WASHINGTON, June 22, 2016 - Lawmakers are telling the Pentagon to forget about the idea of Meatless Mondays. An amendment that the House adopted to the Defense Department’s fiscal 2016 spending bill would prohibit the Pentagon from removing meat from its food service program manual. The concern grows out of the Coast Guard Academy’s 10 percent reduction in meat consumption by cadets at the school. 

Rep. Adrian Smith, the Nebraska Republican who sponsored the amendment, worries that the meat-reduction effort will spread to the services. “Ideologically motivated activists are working to take meat off the menu in institutions across the country,” Smith told colleagues. “There’s plenty of evidence of this, and I hope that we can limit these efforts to ensure that our men and women in uniform have the choices of nutrition at their ready.” 

Rep. Pete Visclosky, D-Ind., accused Smith of trying to micromanage the military. “I appreciate the gentlemen’s concern about ideological activists attacking the menus at the Department of Defense. But I do trust they will have the fortitude to resist those particular attacks.”
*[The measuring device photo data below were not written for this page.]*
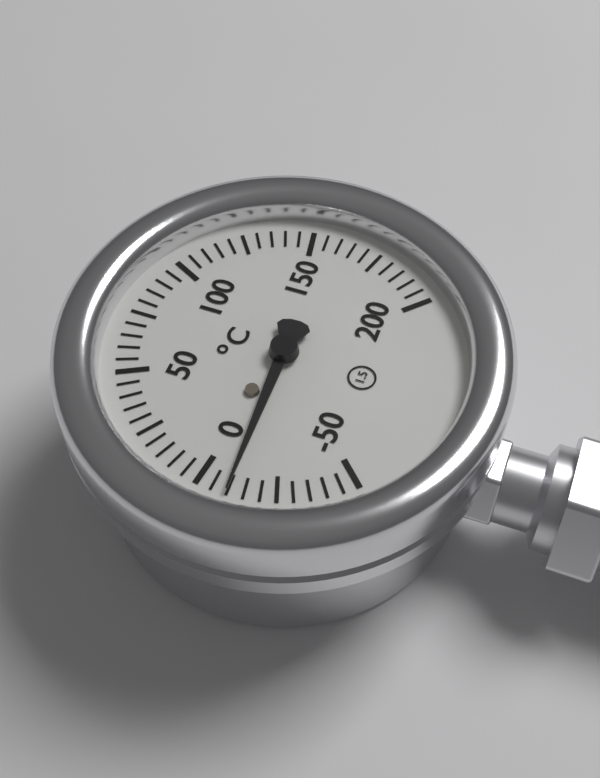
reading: -10 °C
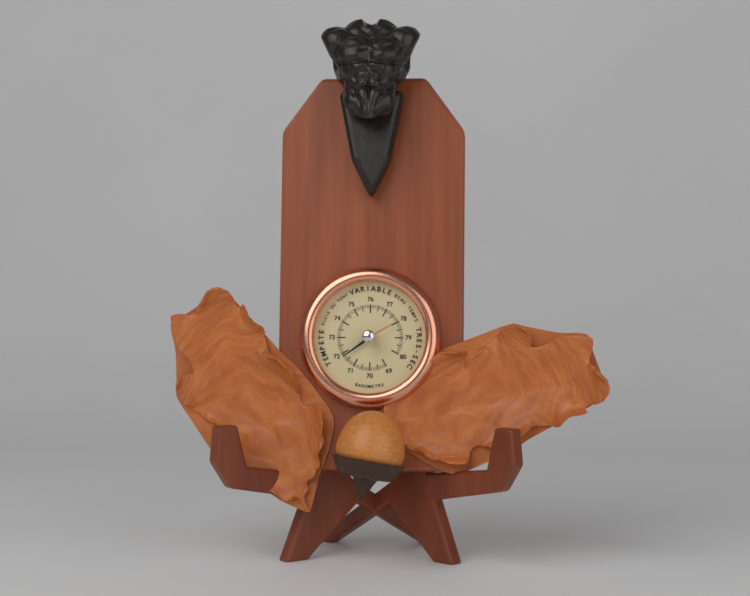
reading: 71.8 (no unit)
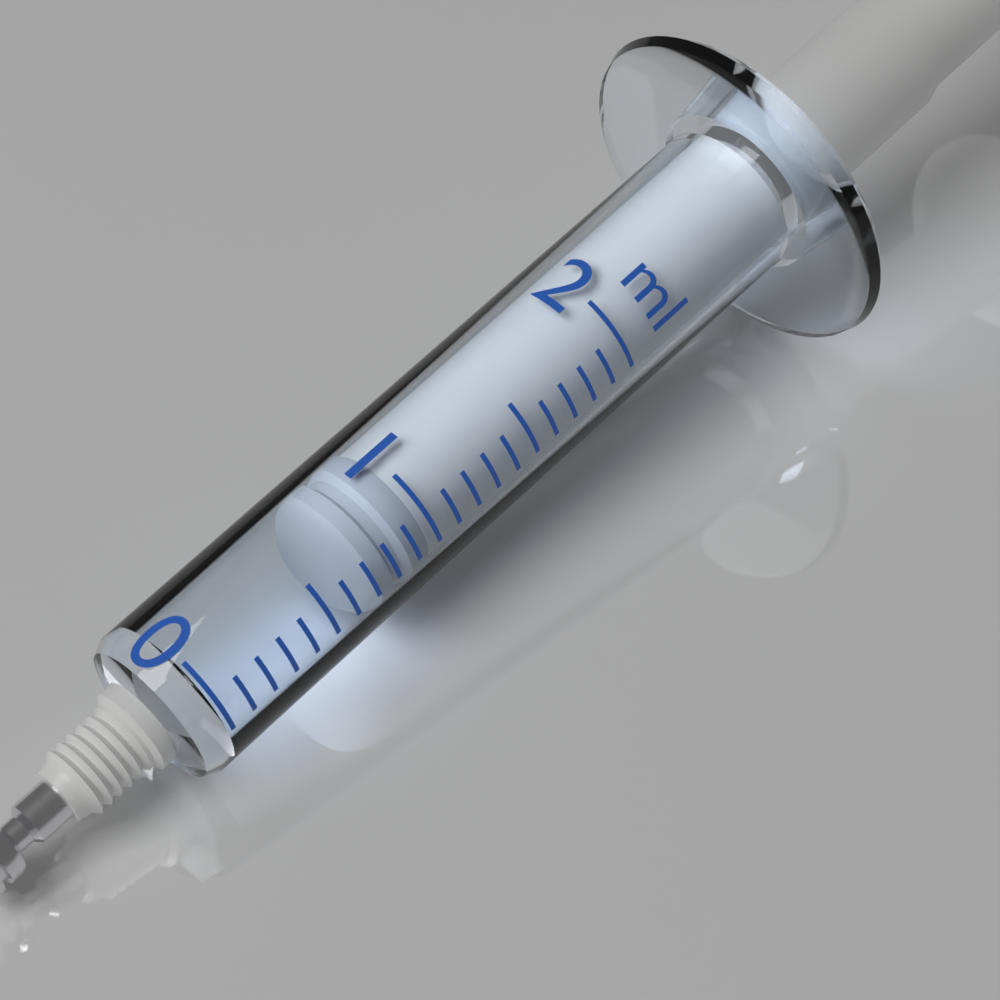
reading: 0.7 ml
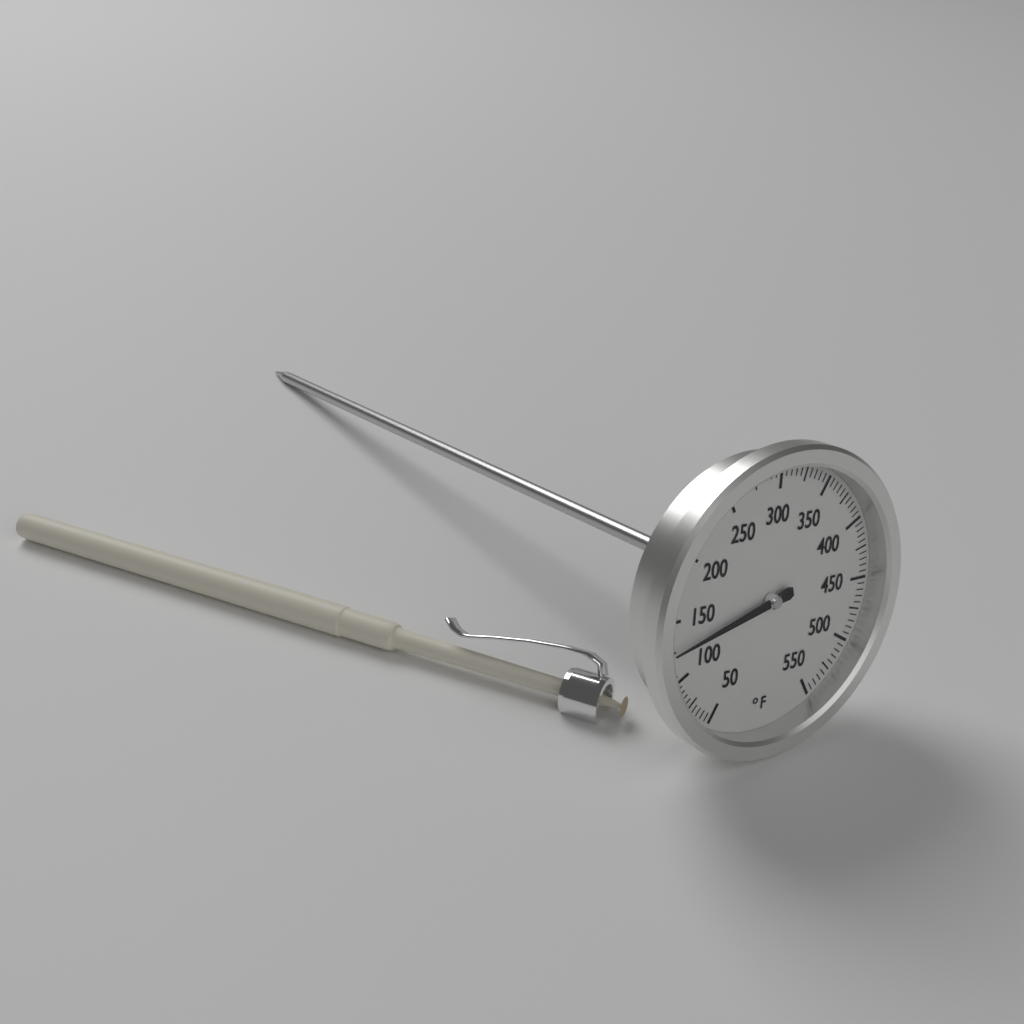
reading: 125 °F
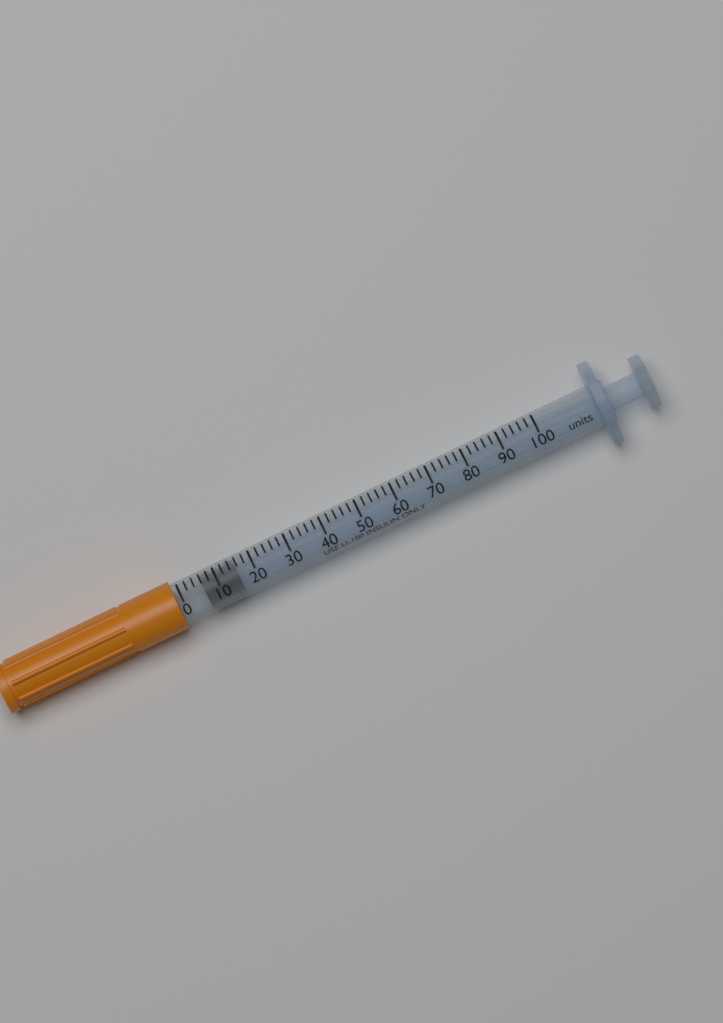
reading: 6 units
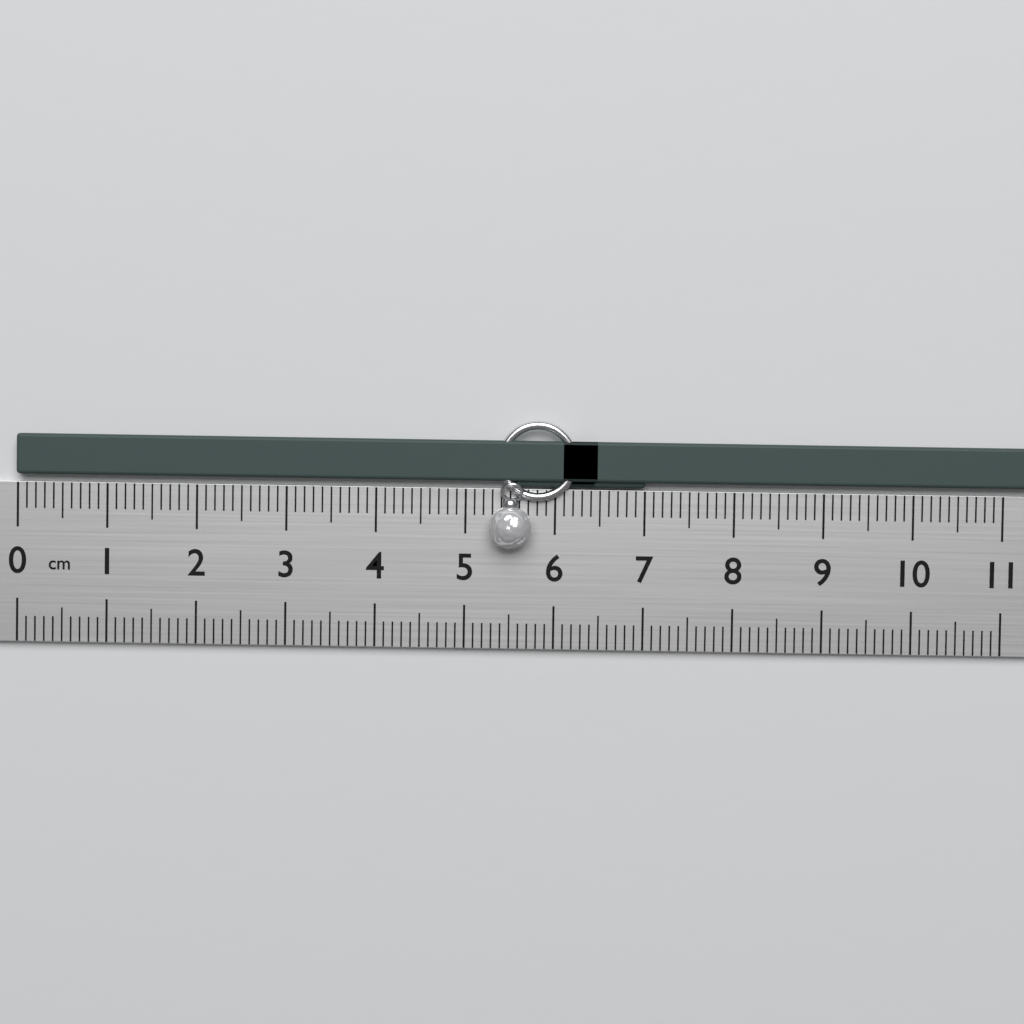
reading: 6.5 cm
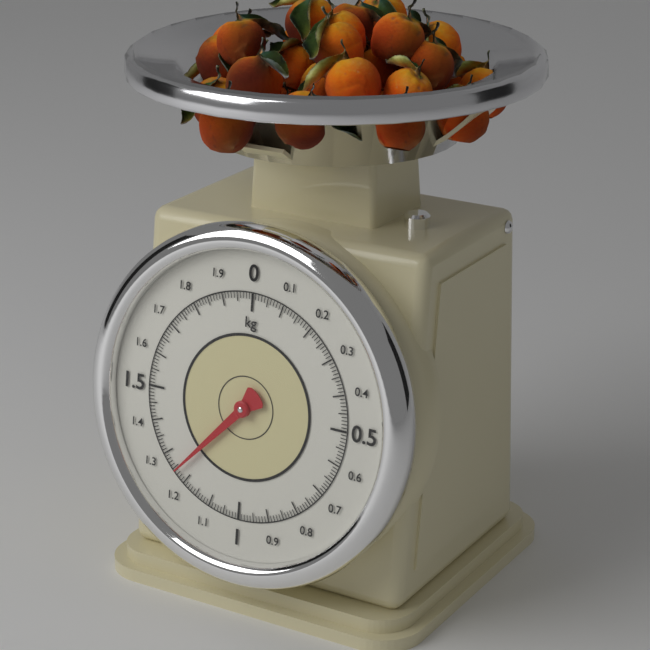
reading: 1.24 kg
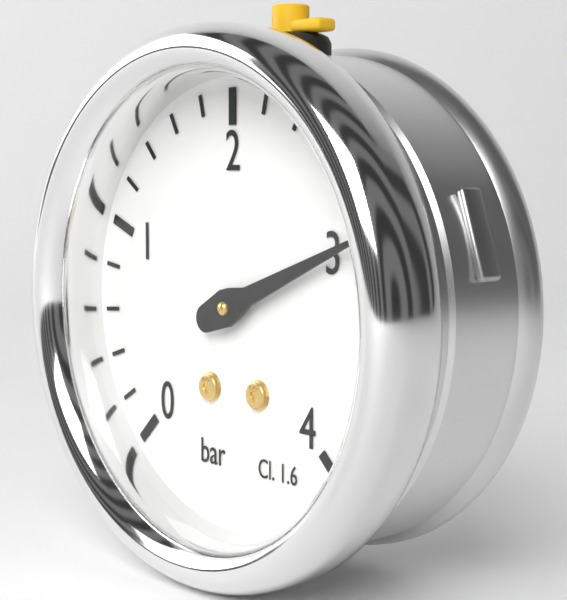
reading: 3.0 bar
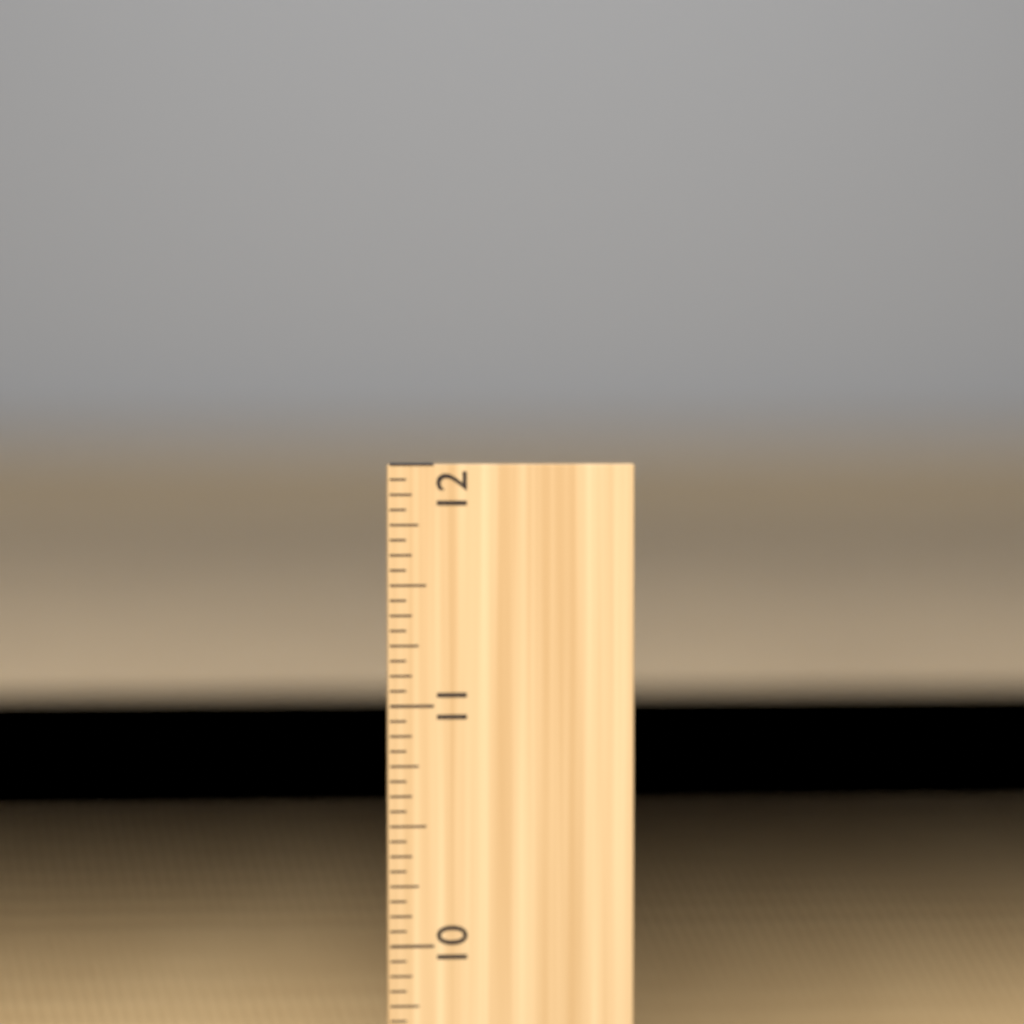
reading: 10.5000 in
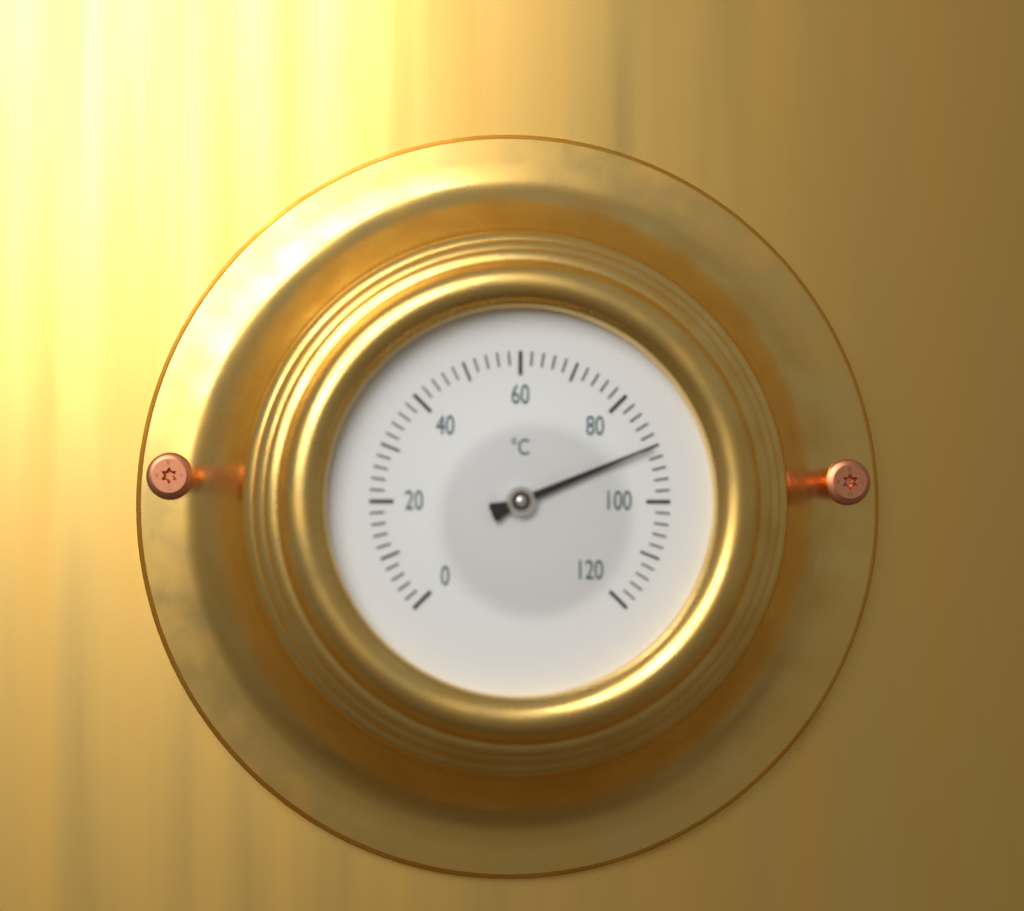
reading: 90 °C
Smith’s amendment was adopted on a voice vote. Sen. Joni Ernst, R-Iowa, prepared a similar amendment to the Senate’s Defense authorization bill but was unable to get a vote. 

Colin Woodall, senior vice president of government affairs for the National Cattlemen's Beef Association, said the meatless Monday campaign was “anti-meat and anti-farmer.”

“U.S. military personnel have the right to eat what they want and what is best for their bodies in the execution of their jobs,” Woodall said.